But Mr. Tutt was taking no chances and, upon the forty-third day of the
trial, at a nod from the bench, he opened his case. Never had he been
more serious; never more persuasive. Abandoning every suggestion of
frivolity, he weighed the testimony of each white witness and pointed
out its obvious lack of probative value. Not one, he said, except the
Italian woman, had had more than a fleeting glance of the face of the
man now accused of the crime. Such an identification was useless. The
Chinamen were patently lying. They had not been there at all! Would any
member of the jury hang a dog, even a yellow one, on such testimony? Of
course not! Much less a human being. The people had called forty
witnesses to prove that Mock Hen had killed Quong Lee. It made no
difference. The On Gee could have just as easily produced four hundred.
Moreover, Mr. Tutt did a very daring thing. He pronounced all Chinese
testimony in an American court of justice as absolutely valueless, and
boasted that for every Chinaman who swore Mock Hen was guilty he would
bring forward two who would swear him innocent.
The thing was, as he had carefully explained to Bonnie Doon, to prove
that Mock was a good Chinaman and, if the jury did not believe that
there was any such animal, to convince them that it was possible. His
first task, however, was to polish off the Chinese testimony by calling
the witnesses who had been secured under the guidance of Wong Get.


» Aim of the exercise: In the data, find each line where the word "Kane" appears and list that line.

Extracted records
════════
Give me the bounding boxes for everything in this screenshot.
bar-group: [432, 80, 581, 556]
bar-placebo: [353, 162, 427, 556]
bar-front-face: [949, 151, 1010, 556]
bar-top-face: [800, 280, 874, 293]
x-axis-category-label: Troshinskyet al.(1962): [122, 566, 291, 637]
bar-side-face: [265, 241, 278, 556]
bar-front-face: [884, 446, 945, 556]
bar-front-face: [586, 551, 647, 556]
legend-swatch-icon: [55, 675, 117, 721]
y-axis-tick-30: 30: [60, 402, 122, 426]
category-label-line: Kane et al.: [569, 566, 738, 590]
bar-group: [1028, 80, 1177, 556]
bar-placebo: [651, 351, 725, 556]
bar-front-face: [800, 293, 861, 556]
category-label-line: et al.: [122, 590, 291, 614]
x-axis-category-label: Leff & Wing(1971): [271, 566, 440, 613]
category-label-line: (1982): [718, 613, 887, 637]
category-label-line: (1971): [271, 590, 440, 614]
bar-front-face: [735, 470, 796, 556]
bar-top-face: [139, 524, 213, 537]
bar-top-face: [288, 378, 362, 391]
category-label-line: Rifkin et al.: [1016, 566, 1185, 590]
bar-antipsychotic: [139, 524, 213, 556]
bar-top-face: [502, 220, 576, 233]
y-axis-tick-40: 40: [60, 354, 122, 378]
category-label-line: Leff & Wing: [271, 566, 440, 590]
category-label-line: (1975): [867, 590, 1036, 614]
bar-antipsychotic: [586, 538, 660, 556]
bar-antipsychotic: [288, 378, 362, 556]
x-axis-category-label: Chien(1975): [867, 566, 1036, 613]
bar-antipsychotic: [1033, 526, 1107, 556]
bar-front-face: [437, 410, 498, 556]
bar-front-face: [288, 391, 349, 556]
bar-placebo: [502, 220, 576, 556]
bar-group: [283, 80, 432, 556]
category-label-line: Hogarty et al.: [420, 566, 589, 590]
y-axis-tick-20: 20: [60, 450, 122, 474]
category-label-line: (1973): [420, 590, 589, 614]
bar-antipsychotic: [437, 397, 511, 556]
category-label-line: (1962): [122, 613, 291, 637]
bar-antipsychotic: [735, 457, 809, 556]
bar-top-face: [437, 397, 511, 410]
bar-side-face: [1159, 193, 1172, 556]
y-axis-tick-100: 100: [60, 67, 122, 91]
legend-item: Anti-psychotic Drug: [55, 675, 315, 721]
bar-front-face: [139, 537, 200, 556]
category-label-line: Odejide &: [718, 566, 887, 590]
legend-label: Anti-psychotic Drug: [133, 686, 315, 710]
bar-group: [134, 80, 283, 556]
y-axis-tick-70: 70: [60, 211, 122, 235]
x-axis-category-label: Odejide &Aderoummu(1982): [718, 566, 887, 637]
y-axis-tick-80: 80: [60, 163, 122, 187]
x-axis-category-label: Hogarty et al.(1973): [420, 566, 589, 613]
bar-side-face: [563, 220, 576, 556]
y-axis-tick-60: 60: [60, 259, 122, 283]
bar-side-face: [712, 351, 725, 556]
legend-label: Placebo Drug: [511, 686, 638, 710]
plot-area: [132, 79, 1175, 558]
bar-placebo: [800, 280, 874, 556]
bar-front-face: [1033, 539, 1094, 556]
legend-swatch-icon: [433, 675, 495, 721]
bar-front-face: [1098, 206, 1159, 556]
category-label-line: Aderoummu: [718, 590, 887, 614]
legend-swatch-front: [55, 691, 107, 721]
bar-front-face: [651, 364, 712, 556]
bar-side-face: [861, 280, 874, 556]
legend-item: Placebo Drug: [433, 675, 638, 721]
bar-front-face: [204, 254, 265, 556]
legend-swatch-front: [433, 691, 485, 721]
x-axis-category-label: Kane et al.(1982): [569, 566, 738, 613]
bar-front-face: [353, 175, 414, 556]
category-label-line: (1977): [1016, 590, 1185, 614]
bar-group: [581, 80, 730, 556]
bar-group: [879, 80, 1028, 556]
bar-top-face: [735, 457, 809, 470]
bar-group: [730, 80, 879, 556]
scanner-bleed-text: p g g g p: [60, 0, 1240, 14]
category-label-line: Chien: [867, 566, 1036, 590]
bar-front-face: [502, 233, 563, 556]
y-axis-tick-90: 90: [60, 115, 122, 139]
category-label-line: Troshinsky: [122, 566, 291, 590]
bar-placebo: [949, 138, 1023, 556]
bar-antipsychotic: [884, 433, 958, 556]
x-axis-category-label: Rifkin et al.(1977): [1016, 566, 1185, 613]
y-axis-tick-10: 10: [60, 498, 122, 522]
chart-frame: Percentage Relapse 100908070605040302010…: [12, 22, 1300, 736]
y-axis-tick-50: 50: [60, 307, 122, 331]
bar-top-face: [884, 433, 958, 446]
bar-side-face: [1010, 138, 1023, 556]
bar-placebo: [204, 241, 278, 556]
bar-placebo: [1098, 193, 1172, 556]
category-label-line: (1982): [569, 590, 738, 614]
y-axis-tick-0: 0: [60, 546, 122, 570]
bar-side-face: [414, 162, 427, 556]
════════
» Reply:
category-label-line: Kane et al.: [569, 566, 738, 590]
x-axis-category-label: Kane et al.(1982): [569, 566, 738, 613]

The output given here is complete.